Ever since my years of driving tractor trailers all over this country, I decided I was never lost, just misplaced. Lost is so final. And let's face it, if you are on pavement, there is a way out. Not even close to being stuck in 3 million acres of pucker up country Maine. I also learned that being misplaced was a fact of my life. I had become accustomed to often being clueless about where I was. So I learned to deal with it. Pick a direction and head that way. Eventually the road will either end or it will lead to a way out. a way back, or if I was lucky, right on target.
So with the proper attitude, I became properly lost. Yeah, that's right, lost. Not misplaced, but good and lost. About 4 in the afternoon, I found myself again. Where I was was not as close to home as I would have liked to be. About 4 in the afternoon, those cutoff jeans had become denim Hell for my crotch and butt cheeks. The sneakers had proven why they are a bad idea for cycling shoes. I was in tough shape. I was in Ossipee, NH - 35 miles from home.
Thirsty, tired and sore, I stopped at a local Mom & Pop grocery store on Rte 16. Ordered up a sub, grabbed a couple of beers, some bottled water and sat out front with glazed eyes in the afternoon Sun. I wolfed down the sub and guzzled the 2 beers. 20 minutes later another lesson came home to roost. Beer and intense exercise really don't go well together. I had to pull over and do a roadside review of that sub I just crammed down.
Now I was truly miserable. But do I call my wife to come get me? No, of course not. I got myself into this mess, I was damn sure gonna get myself out. With that hardheaded stupidity in mind, I pedaled the most painful 30 miles I had ever ridden. Or probably ever will in the future. The memory now has not softened the misery I was experiencing. There are no rose colored glasses here.
I pulled into our dooryard just about sunset, 12 hours after I left.
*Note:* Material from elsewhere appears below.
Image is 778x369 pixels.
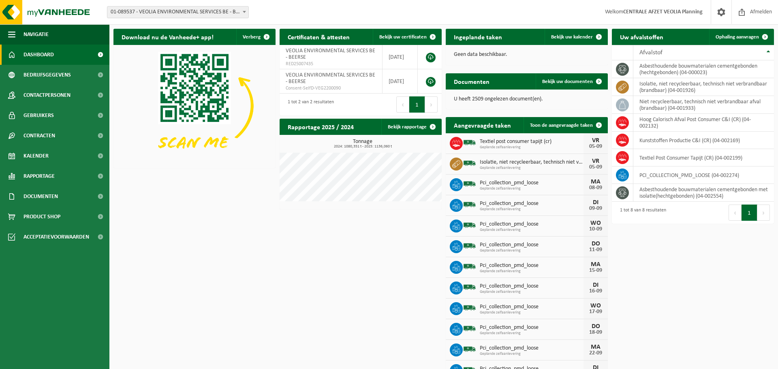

I threw the bike in the grass and collapsed under the big Red Maple by the well. There I contemplated and took inventory of the body I still had left. Every nerve in my body had been pushed hard and now they all complained. I felt like roadkill looks.
As I wallowed in pain under that maple, my wife came out to teach me the final lesson of the day. New riders always seem to be married to new and upcoming bike widows. The learning curve for a cycling fool is tough on both in the beginning. Since I hadn't called or ended up a statistic so the cops would have, my darling wife was not very darling at the moment. She laid into me. Read me the riot act. Instead of sympathy and a soft hug, I was verbally kicked in the balls.
What was odd though, her harsh and brutal words were music to my ears. I was finally home. I just smiled. Didn't that piss her off.